The Case of the "Omaha Two"
Introduction
Text-to-speech Audio
Images
Ed Poindexter (left) and Mondo we Langa (right) at the Nebraska State Penitentiary in Lincoln NE, February 2016. We Langa passed away at the prison on March 11, 2016. (Photo by Ron Levine)
The home at 2867 Ohio St. in Omaha following the explosion. The explosion in the house killed Officer Larry Minard and critically injured officer John Tess. (Photo by Omaha Police Department)
Officer Larry Minard was 29 when he was killed in August 1971 while responding to an anonymous call about a domestic disturbance at 2867 Ohio St. in Omaha. (Photo by Omaha World Herald)
Backstory and Context
Text-to-speech Audio
On August 17, 1970, eight Omaha police officers responded to an anonymous emergency call talking about a domestic disturbance at a North Omaha house. When officers arrived on the scene at 2867 Ohio Street just after 2 a.m., they found an abandoned home and no such dispute. Just inside the door, two officers spotted a small suitcase. When one of them opened it, the suitcase exploded, killing officer Larry Minard and critically injuring officer John Tess. Minard was 29.
Omaha Police believed the local Panther group to be responsible for the bombing. After a controversial trial, Ed Poindexter and David Rice, who emerged as leaders of the Omaha Black Panthers, were convicted of murder and sentenced to life in prison on April 17, 1971. Poindexter was a discharged Army veteran and postal worker, while Rice (now known as Wopashitwe Mondo Eyen we Langa) was a young civil rights activist and reporter for two local, underground newspapers. Both Poindexter and Rice were leaders of the Black Panther Party’s National Committee to Combat Fascism, or NCCF. It’s been reported that the Omaha BPP was removed from the national organization in August 1969 due to anonymous letters disparaging Poindexter and we Langa. One letter accused we Langa of “reluctance to follow the party line” by accepting employment from a government-funded agency called Greater Community Action. Another letter accused Poindexter of mishandling party funds.
Their trial, known as “The Omaha Two” trial is considered very controversial, because many believe Poindexter and we Langa weren’t treated fairly. Some argue there was a strong lack of physical evidence linking the two men to the bombing. Many also pointed to the convenient disappearance of the 911 tape while in police custody prior to the trail, the jury being nearly all white (11 out of 12 members), the attack on Poindexter and we Langa’s political ideology during the proceedings, and widespread surveillance and intimidation of the Omaha Panthers by local police and the FBI. While Poindexter’s shirt and we Langa’s pants pockets tested positive for dynamite fragments, their hands did not. There was also what some believe to be a coerced confession by the prosecution’s key witness, fifteen-year-old Duane Peak. Peak, a former NCCF member, confessed to planting the bomb and placing the phony 911 call. Peak told police two weeks after Minard’s death that he saw Poindexter assemble the bomb in we Langa’s home with the suitcase and dynamite provided by we Langa. Peak changed his testimony up to six different times, but the first degree murder charges against Poindexter and we Langa were upheld. Peak was allowed to plead guilty to juvenile delinquency, and served four years in juvenile detention.
The “Omaha Two” case has attracted local and national interest over the last 40 years. There was even international interest when human rights organization Amnesty International demanded a new trial for Poindexter and we Langa. We Langa denied committing the crime numerous times, saying the dynamite found in his home after Minard’s death was planted, before his death in the Nebraska State Penitentiary on March 11, 2016. He was 68. Poindexter is currently 71 and still in the penitentiary, where he’s been for the past 45 years.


In the listing below, find every line containing "segment" and copy it out.

(Data for this task Opens)

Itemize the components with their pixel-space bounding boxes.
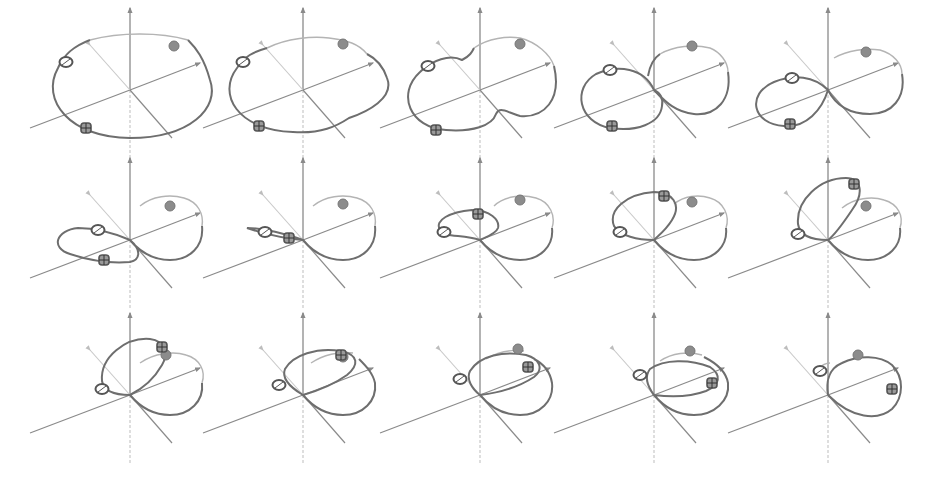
filled-disk-marker bbox=[515, 39, 525, 49]
open-ring-marker bbox=[422, 61, 435, 71]
panel-3 bbox=[380, 8, 556, 158]
cross-square-marker bbox=[887, 384, 897, 394]
cross-square-marker bbox=[659, 191, 669, 201]
cross-square-marker bbox=[849, 179, 859, 189]
filled-disk-marker bbox=[687, 41, 697, 51]
filled-disk-marker bbox=[861, 201, 871, 211]
loop-back-segment bbox=[474, 37, 554, 66]
loop-curve bbox=[102, 339, 202, 415]
panel-7 bbox=[203, 158, 375, 308]
open-ring-marker bbox=[438, 227, 451, 237]
open-ring-marker bbox=[454, 374, 467, 384]
open-ring-marker bbox=[259, 227, 272, 237]
cross-square-marker bbox=[284, 233, 294, 243]
open-ring-marker bbox=[237, 57, 250, 67]
open-ring-marker bbox=[60, 57, 73, 67]
cross-square-marker bbox=[785, 119, 795, 129]
cross-square-marker bbox=[523, 362, 533, 372]
open-ring-marker bbox=[92, 225, 105, 235]
panel-5 bbox=[728, 8, 903, 158]
cross-square-marker bbox=[707, 378, 717, 388]
cross-square-marker bbox=[81, 123, 91, 133]
loop-curve bbox=[756, 74, 903, 126]
panel-1 bbox=[30, 8, 212, 158]
filled-disk-marker bbox=[861, 47, 871, 57]
open-ring-marker bbox=[604, 65, 617, 75]
cross-square-marker bbox=[336, 350, 346, 360]
loop-curve bbox=[284, 350, 375, 415]
cross-square-marker bbox=[254, 121, 264, 131]
diagram-canvas bbox=[0, 0, 950, 487]
filled-disk-marker bbox=[685, 346, 695, 356]
panel-11 bbox=[30, 313, 203, 463]
open-ring-marker bbox=[614, 227, 627, 237]
panel-14 bbox=[554, 313, 728, 463]
cross-square-marker bbox=[157, 342, 167, 352]
loop-back-segment bbox=[90, 34, 188, 40]
open-ring-marker bbox=[273, 380, 286, 390]
panel-9 bbox=[554, 158, 727, 308]
filled-disk-marker bbox=[687, 197, 697, 207]
loop-back-segment bbox=[660, 353, 702, 361]
panel-10 bbox=[728, 158, 901, 308]
open-ring-marker bbox=[792, 229, 805, 239]
filled-disk-marker bbox=[513, 344, 523, 354]
loop-curve bbox=[439, 210, 552, 260]
panel-4 bbox=[554, 8, 729, 158]
filled-disk-marker bbox=[515, 195, 525, 205]
panel-13 bbox=[380, 313, 552, 463]
filled-disk-marker bbox=[165, 201, 175, 211]
filled-disk-marker bbox=[169, 41, 179, 51]
panel-8 bbox=[380, 158, 553, 308]
loop-curve bbox=[469, 354, 552, 415]
filled-disk-marker bbox=[338, 39, 348, 49]
loop-curve bbox=[229, 48, 388, 132]
filled-disk-marker bbox=[853, 350, 863, 360]
open-ring-marker bbox=[786, 73, 799, 83]
cross-square-marker bbox=[607, 121, 617, 131]
loop-back-segment bbox=[674, 196, 727, 228]
loop-curve bbox=[581, 54, 728, 129]
panel-15 bbox=[728, 313, 901, 463]
loop-curve bbox=[798, 178, 900, 260]
loop-back-segment bbox=[267, 37, 367, 54]
panel-2 bbox=[203, 8, 388, 158]
cross-square-marker bbox=[431, 125, 441, 135]
open-ring-marker bbox=[814, 366, 827, 376]
open-ring-marker bbox=[634, 370, 647, 380]
panel-12 bbox=[203, 313, 375, 463]
filled-disk-marker bbox=[338, 199, 348, 209]
figure bbox=[0, 0, 950, 487]
cross-square-marker bbox=[99, 255, 109, 265]
panel-6 bbox=[30, 158, 202, 308]
cross-square-marker bbox=[473, 209, 483, 219]
open-ring-marker bbox=[96, 384, 109, 394]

(Data for this task Closes)

**Solution to this task**
loop-back-segment bbox=[474, 37, 554, 66]
loop-back-segment bbox=[90, 34, 188, 40]
loop-back-segment bbox=[660, 353, 702, 361]
loop-back-segment bbox=[674, 196, 727, 228]
loop-back-segment bbox=[267, 37, 367, 54]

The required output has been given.